Remember the control families and how they reinforce one another:
- Administrative controls are policies, procedures, training, and approvals (for example, defining a risk-acceptance authority).
- Technical (logical) controls are software and hardware mechanisms such as MFA, firewalls, and encryption.
- Physical controls are badges, locks, guards, and barriers protecting facilities and equipment.

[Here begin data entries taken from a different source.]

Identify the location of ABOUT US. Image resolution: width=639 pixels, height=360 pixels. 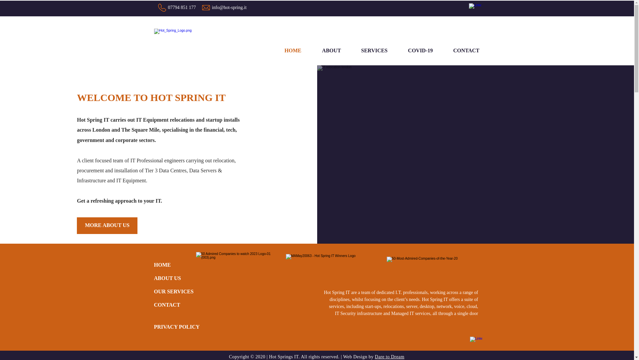
(177, 278).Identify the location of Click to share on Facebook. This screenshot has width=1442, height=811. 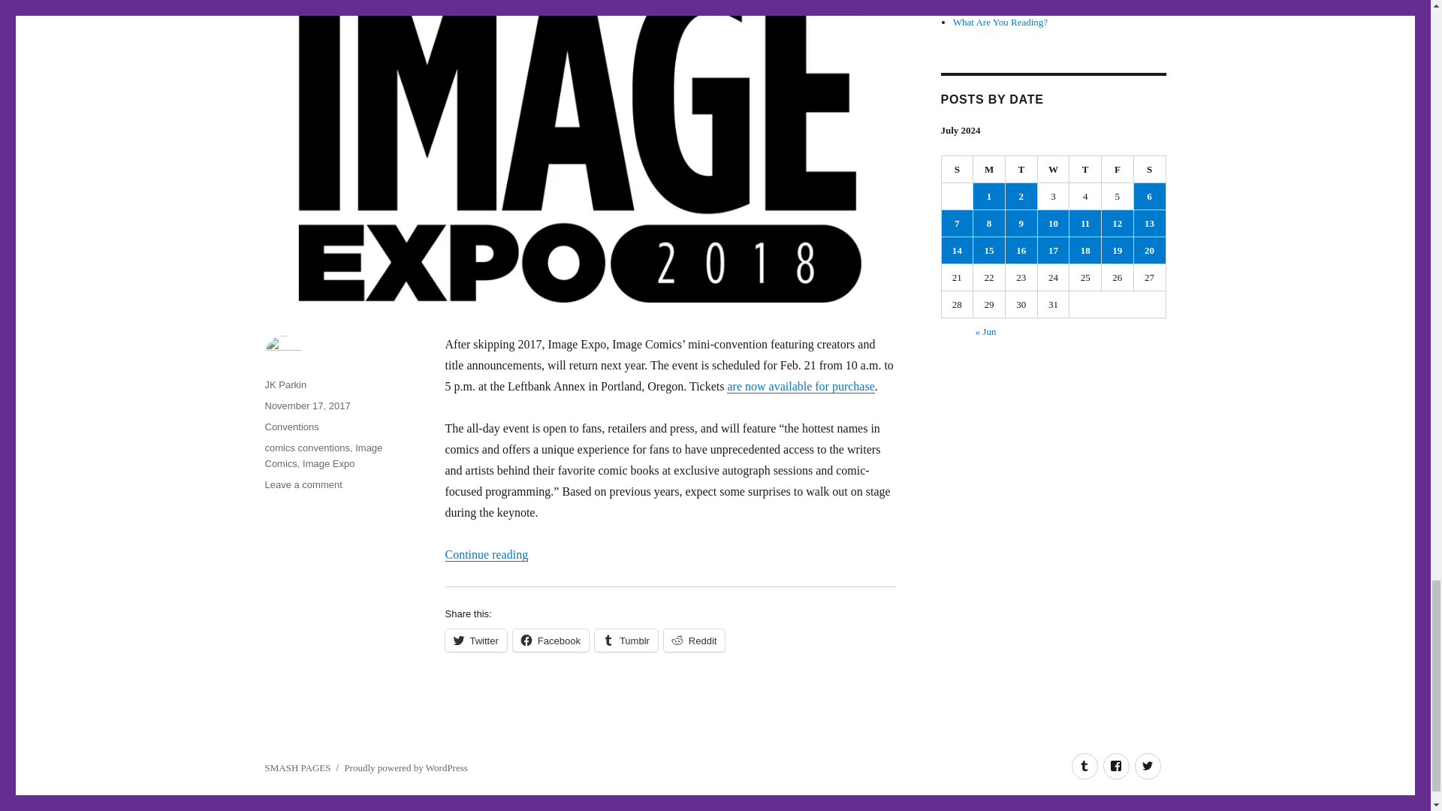
(551, 641).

- Controls also serve functions: preventive (stop an event), detective (notice it), and corrective (recover from it). Tested backups are corrective; MFA is preventive; log review is detective.
Common Traps
When two answers look reasonable, prefer the one specific to the scenario. "Encrypt everything" helps confidentiality but does not fix shared admin accounts or prove backups restore. "Write a policy" may be necessary, yet a policy alone never blocks exposed RDP. Watch for distractors that are real controls aimed at the wrong risk, controls that exceed the stated budget, and any option that lets a low-authority role accept enterprise risk. Also reject answers that solve a future or theoretical problem while ignoring the active, stated finding.
The strongest CC answer pairs governance with an implementable control, matches the budget and team size described, and keeps the business operating while residual risk is formally owned.
A manager asks a help desk technician to formally accept the risk of leaving internet-exposed RDP enabled for convenience. What is the best response?
Which control most directly addresses the risk created by shared administrator passwords?
A company buys cyber insurance but does not test backups or remove unnecessary exposed services. Which risk response is insurance most closely associated with?